Financial Education in Burundi

Financial Education in Burundi

In a small village in central Burundi, 25 teenage girls stand in a single file line, eagerly awaiting the next word that their training agent will announce.

“Water!”  She says.  Most of the girls in the line quickly step to their left; one steps to her right.  To this girl, the training agent says, “Did you understand the word?  I said ‘water’!  If you think that it is a ‘need’, step to your left.  If you think it is a ’want’, step to your right!” 

“I understood you!” the lone rebel replied, smiling broadly.  “And for me, water is a want.  I don’t need it to live.  I could drink beer every day and never have water again!”  The girls erupt in laughter and quickly challenge her answer.

The scene is a financial education learning session on“distinguishing between wants and needs”; the girls are members of a savings group that CARE has promoted as part of its pioneering Ishaka (“courage for the future”) program. Although CARE is credited with inventing Savings Groups twenty years ago, this is the first time CARE Burundi has tried to introduce the model to teenage girls. Now there are over 600 savings groups and 12,500 girls, aged 14-22, members. In addition to learning how to save regularly and use their pooled savings to make loans, these girls receive financial education. Though often filled with laughter and entertaining moments, these training sessions provide girls a chance to discuss basic but critical financial decisions for which they have never received any guidance. 

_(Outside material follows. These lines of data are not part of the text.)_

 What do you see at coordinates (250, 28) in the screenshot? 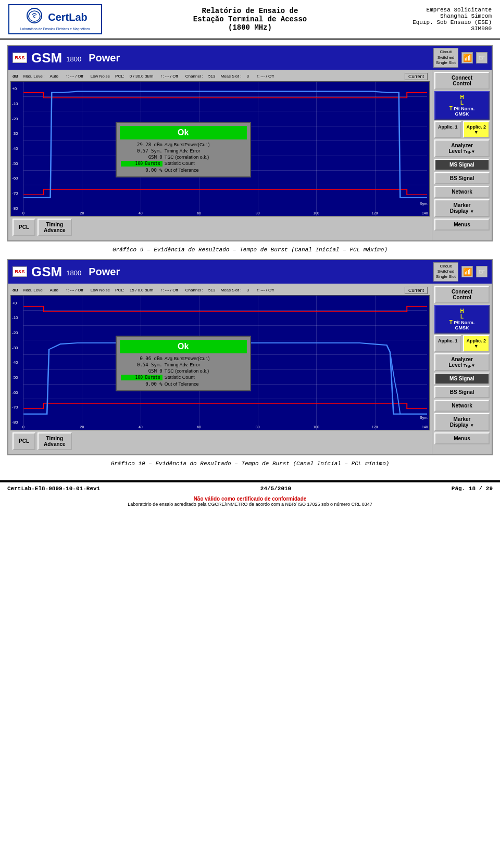
I see `title-line3: (1800 MHz)` at bounding box center [250, 28]. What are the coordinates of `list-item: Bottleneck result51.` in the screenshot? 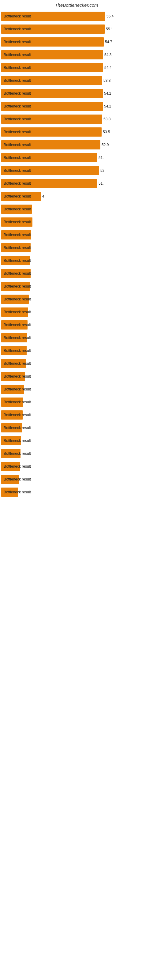 It's located at (76, 183).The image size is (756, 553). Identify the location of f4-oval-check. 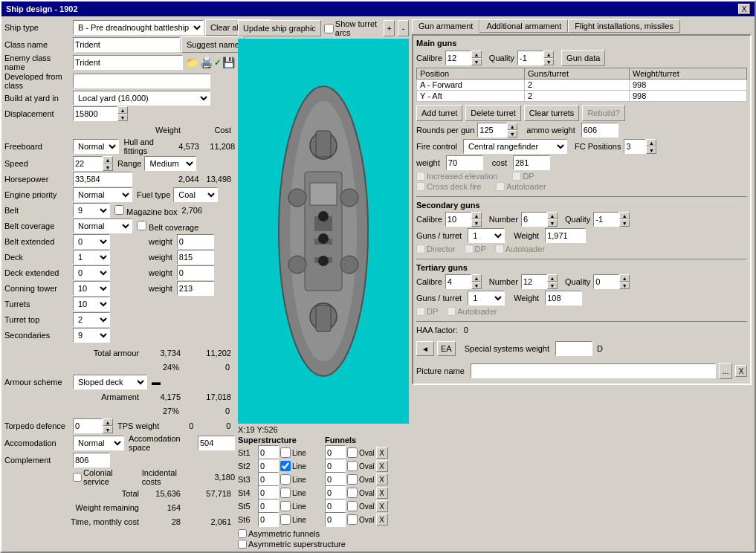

Targeting girls for financial inclusion under a Nike Foundation grant, CARE sought to not only give them a safe place to save, but teach them how saving can help them and why it is important. Tasked with developing the FE curriculum, Microfinance Opportunities (MFO) drafted modules on four distinct themes, but CARE chose to focus on savings.  Why savings, one might ask, when the girls are learning how to save in the context of their savings groups? As members, these girls learn new tools and strategies to save, which maximizes their participation in the groups and gives their savings activities a clear purpose. 

CARE used the savings module to train ‘training agents’, group members elected by their peers, to lead the learning sessions with their respective groups.  This peer training model was chosen for its low cost and long-term sustainability. Once the groups have “graduated” from CARE’s supervision, the girls should be able to continue saving, borrowing, and discussing the important life lessons contained in the curricula.

After a full year of savings group promotion combined with financial education, MFO staff documented the project, from design through implementation, to capture the thoughts of all program participants about what worked well and what should be changed.  Girls articulated the importance of financial education, giving it priority over knowing how to protect themselves against HIV/AIDS and pregnancy.  As they explained, knowing how to protect themselves is not enough.  Having the financial means to have options and say “no” is what has truly made a difference in their ability to be proactive about their health.

Parents and their daughters provided many examples of how life has changed after Ishaka. The program targeted vulnerable teenagers, characterized by their parents as rebellious. But participation in savings groups brought together girls who had been strangers, even as residents of the same neighborhoods.  By all reports, they grew more connected, more helpful and polite at home, and certainly more conscientious about their budgeting, spending and saving. Boyfriends and brothers noted that the girls proved how very small savings (just $0.05-0.10 USD per week in most cases) could add up to make a substantial impact.  Girls have started their own small businesses, paid for their own school fees, and paid for home repairs.

In addition to the face-to-face training, CARE experimented with different ways to deliver financial education messages.  CARE and MFO worked with local organizations Stylemaq and Tubiyage to create comic books featuring a young woman nicknamed ‘Dundumeneke’ (after a very popular type of shoe) on ‘advanced’ financial literacy topics (borrowing, bank services and income generation). Her adventures are documented in a series of four short comic books.  The Ishaka girls each received all four to take home and share with friends and family.

Observing these meetings, it is clear that the savings aspect draws these girls in and holds them together, but the financial education is getting them talking about their hopes, their dreams, and their financial futures.

 

Reader Comments (1)

Tremendous work and a great cause. Self sufficiency is a crucial prerequisite for self determination.